Stop after the line with "Image resolution: width=665"; until then, please copy every line of the records word for word from the first.

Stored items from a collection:
=== Section Start ===
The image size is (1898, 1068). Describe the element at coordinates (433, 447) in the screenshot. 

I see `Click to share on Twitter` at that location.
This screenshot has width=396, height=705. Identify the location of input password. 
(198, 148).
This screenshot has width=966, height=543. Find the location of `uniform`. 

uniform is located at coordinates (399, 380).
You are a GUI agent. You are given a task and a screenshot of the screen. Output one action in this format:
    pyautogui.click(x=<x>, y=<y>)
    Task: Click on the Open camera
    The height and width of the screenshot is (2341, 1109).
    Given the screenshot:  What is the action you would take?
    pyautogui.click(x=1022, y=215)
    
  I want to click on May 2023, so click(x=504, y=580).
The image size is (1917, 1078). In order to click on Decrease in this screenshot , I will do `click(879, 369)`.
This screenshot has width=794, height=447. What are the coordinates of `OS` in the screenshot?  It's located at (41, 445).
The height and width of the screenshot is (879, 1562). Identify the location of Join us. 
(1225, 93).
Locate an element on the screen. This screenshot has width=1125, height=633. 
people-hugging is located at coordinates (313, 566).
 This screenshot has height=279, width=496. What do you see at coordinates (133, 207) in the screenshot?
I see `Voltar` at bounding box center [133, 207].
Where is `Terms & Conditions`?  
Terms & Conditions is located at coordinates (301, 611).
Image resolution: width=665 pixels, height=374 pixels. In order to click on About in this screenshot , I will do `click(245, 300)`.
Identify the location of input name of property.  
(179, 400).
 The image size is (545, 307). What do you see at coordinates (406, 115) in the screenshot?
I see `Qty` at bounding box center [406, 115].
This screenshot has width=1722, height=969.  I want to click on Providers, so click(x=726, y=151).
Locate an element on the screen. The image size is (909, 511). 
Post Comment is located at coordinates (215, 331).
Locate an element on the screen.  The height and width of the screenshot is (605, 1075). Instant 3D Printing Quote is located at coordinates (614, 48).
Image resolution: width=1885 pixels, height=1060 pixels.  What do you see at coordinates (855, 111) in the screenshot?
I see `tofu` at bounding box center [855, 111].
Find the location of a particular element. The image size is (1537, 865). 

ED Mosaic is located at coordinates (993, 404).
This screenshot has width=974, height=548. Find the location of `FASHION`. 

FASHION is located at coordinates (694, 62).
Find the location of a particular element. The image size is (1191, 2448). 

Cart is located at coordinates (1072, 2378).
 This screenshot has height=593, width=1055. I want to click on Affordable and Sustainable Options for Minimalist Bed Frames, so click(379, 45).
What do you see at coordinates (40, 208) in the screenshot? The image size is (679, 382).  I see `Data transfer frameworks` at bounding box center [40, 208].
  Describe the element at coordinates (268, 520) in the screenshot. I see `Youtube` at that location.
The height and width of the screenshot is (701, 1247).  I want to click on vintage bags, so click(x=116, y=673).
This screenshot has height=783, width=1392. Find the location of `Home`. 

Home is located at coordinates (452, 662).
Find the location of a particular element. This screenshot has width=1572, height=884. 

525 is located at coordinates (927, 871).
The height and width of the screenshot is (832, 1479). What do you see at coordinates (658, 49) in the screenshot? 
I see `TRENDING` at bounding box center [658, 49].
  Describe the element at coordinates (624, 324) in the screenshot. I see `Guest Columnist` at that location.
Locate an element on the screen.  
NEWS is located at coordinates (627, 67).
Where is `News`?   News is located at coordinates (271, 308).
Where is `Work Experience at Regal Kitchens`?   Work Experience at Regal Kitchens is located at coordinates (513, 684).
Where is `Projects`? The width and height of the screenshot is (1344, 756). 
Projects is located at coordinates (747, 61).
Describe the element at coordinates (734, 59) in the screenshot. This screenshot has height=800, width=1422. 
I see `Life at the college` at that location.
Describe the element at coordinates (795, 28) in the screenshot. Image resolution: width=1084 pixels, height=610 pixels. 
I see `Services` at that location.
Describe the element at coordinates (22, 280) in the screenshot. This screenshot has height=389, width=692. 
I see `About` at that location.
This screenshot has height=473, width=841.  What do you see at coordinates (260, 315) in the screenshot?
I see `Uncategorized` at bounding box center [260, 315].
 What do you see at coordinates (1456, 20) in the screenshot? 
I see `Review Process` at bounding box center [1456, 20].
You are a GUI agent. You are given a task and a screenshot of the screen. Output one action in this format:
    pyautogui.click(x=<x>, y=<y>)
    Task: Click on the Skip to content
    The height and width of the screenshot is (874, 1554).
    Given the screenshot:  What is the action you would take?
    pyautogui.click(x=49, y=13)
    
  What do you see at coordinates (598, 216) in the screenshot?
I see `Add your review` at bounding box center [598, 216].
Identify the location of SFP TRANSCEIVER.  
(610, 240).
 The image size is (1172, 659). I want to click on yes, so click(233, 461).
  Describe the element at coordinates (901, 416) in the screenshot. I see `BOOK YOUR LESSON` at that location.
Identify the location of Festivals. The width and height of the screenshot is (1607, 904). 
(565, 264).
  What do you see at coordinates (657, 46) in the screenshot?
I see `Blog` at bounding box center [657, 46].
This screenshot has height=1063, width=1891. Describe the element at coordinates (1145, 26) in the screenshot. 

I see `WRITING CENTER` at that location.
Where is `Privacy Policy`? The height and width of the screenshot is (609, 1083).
=== Section End ===
## EXERCISE OUTPUT
The image size is (1898, 1068). Describe the element at coordinates (433, 447) in the screenshot. 

I see `Click to share on Twitter` at that location.
This screenshot has width=396, height=705. Identify the location of input password. 
(198, 148).
This screenshot has width=966, height=543. Find the location of `uniform`. 

uniform is located at coordinates (399, 380).
You are a GUI agent. You are given a task and a screenshot of the screen. Output one action in this format:
    pyautogui.click(x=<x>, y=<y>)
    Task: Click on the Open camera
    The height and width of the screenshot is (2341, 1109).
    Given the screenshot:  What is the action you would take?
    pyautogui.click(x=1022, y=215)
    
  I want to click on May 2023, so click(x=504, y=580).
The image size is (1917, 1078). In order to click on Decrease in this screenshot , I will do `click(879, 369)`.
This screenshot has width=794, height=447. What are the coordinates of `OS` in the screenshot?  It's located at (41, 445).
The height and width of the screenshot is (879, 1562). Identify the location of Join us. 
(1225, 93).
Locate an element on the screen. This screenshot has width=1125, height=633. 
people-hugging is located at coordinates (313, 566).
 This screenshot has height=279, width=496. What do you see at coordinates (133, 207) in the screenshot?
I see `Voltar` at bounding box center [133, 207].
Where is `Terms & Conditions`?  
Terms & Conditions is located at coordinates (301, 611).
Image resolution: width=665 pixels, height=374 pixels. In order to click on About in this screenshot , I will do `click(245, 300)`.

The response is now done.